All my life I grew up thinking my dad loved the Yankees. He’d met the team in Japan.
I love Japan. I loved living in Japan. I loved learning Japanese. I loved meeting Japanese people. I loved all of that. It’s been 20 years now this spring since I got on the plane to fly there for the first time.
Terrified.
Honestly, I was scared out of my skin. I kind of hoped they’d let me stay on the plane, not disembark, and just fly back. I still remember how fast the blood coursed through my veins when we touched down at Narita Airport, how I felt like I was having a out-of-body experience, how I wished I could be anyone else right then.
Silly me.
But I wasn’t the first person in my family to go to Japan.
In the 1950s, my grandparents packed up their six kids (later ten kids, but six at the time) and went to live on the north part of the island of Honshu on a U.S. Air Force base. My grandfather was an Air Force pilot, well, a pilot trainer, to be exact. He worked with Japanese officers to teach them to fly American planes, if I have my details correct. He met the likes of General Genda, one of the architects of the attack on Pearl Harbor. My grandmother raised the kids on the base and often used her stock phrase, “Ikura desu ka?” — How much is it?

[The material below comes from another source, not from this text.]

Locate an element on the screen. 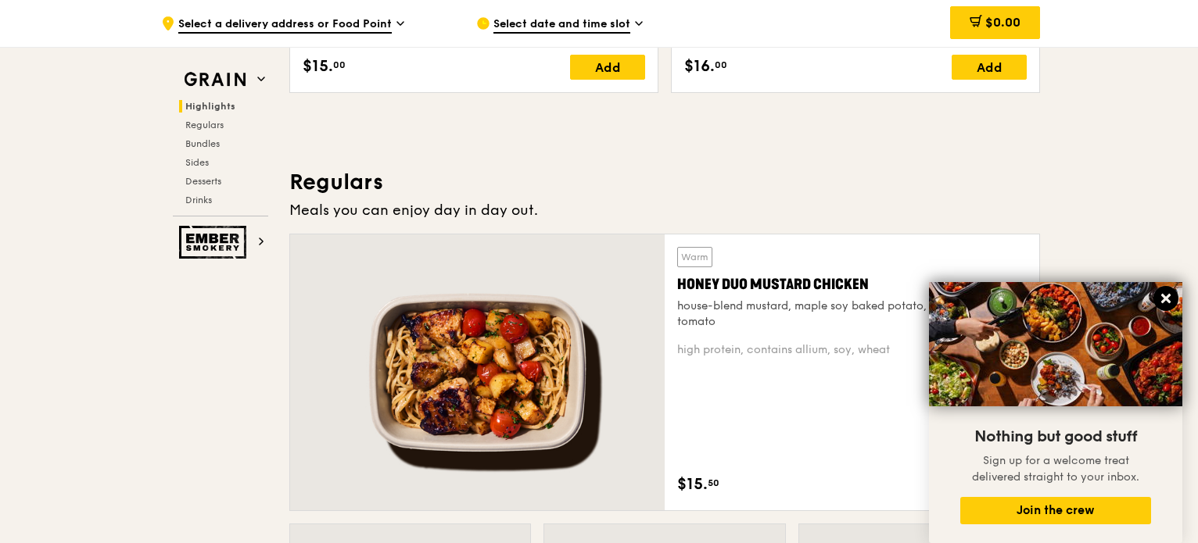 Image resolution: width=1198 pixels, height=543 pixels. img: Ember Smokery web logo is located at coordinates (215, 242).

She taught me that before I left.
Well, my dad was the oldest of their kids, and he was a 12 year old the year the Yankees won the World Series title. They came on an exhibition tour to Japan, and my dad, as an officer’s son, was selected to be their bat boy. What an honor!
As such, he was given a ball with all their names signed on it, and he kept it in a drawer of keepsakes where I found it when I was about 12, or maybe a bit older, and asked him the story. Even I recognized some of the names on the ball–Whitey Ford, Don Larsen, Yogi Berra–and I was a baseball idiot.
Fast forward to the year 2001. Just weeks after the September 11th attack on New York City, the Yankees again made it to the World Series. They were playing against the Arizona Diamondbacks, and my husband and I had moved to Arizona a few months before. Baseball fever was running high–and American nationalism was at its height, possibly the highest it’d been in my entire memory. There’d been some talk of canceling, due to the heightened security after the 9-11 attacks, but America spoke: baseball must go on.
We here in Arizona were rooting for the Diamondbacks.
The series went to seven games. New York, the city that had borne the brunt of the attacks, was at the edge of its seat to prove that the city would not be cowed by either terrorists or rattlesnakes from the desert. It seemed like the D’Backs were on the ropes. Those Yanks would beat them after all.
And then the Diamondbacks came alive in the seventh inning, scoring three runs and putting the Yankees to shame.
I was a little nervous to call my dad, but I figured, it’d been a rough autumn and he’d need some consoling, so I went ahead and dialed him. It rang.
“Isn’t it great!” his voice sounded so alive, so joyous.
“Wait. Dad. You weren’t watching the World Series were you?”
“Yes! And isn’t it great? I’m so happy!”
“Did you watch the same game I did? I mean, the Diamondbacks just won it.”
“I know!”
“But, Dad. I thought you were a Yankees fan. You were their bat boy. You have the ball signed by all the players. Whitey Ford, Dad. Yogi Berra!”
“Oh, no. I have hated the Yankees all my life. I root for anyone but the Yankees. It was swallowing my bile to have to be their bat boy.” And he went on in an ecstatic gush for a while.
I personally don’t have a strong opinion about the Yankees. I hope no one that reads this is offended. They seem like a great team to me. Truthfully, I have been emotionally involved in baseball for about a sum total of six weeks of my life (when I dated a baseball player in high school, and during that 2001 series.)
Still, it’s funny to learn things about my parents, to learn how wildly wrong my assumptions had been. It makes me wonder what kind of wildly wrong assumptions my kids will make about me. Like perhaps that I like root beer, or that I’m a good listener, or something completely wrong like that. But I am keeping a journal as often as I can, and someday when they read it, I hope they get a fairly accurate picture of the woman I am, of what I care about, of what my hopes and dreams are for them.
And that I loved them more than anything else. Even Japan.
This is a great story.
And how can you not like root beer? Mystifying.
Thanks, Wendy.
And I guess it’s a longtime thing. I’m fine with it in theory, I’d just rather let other people drink my cup of it. (I’m not a big soda fan all around. And red Kool-Aid? It’s my NEMESIS.)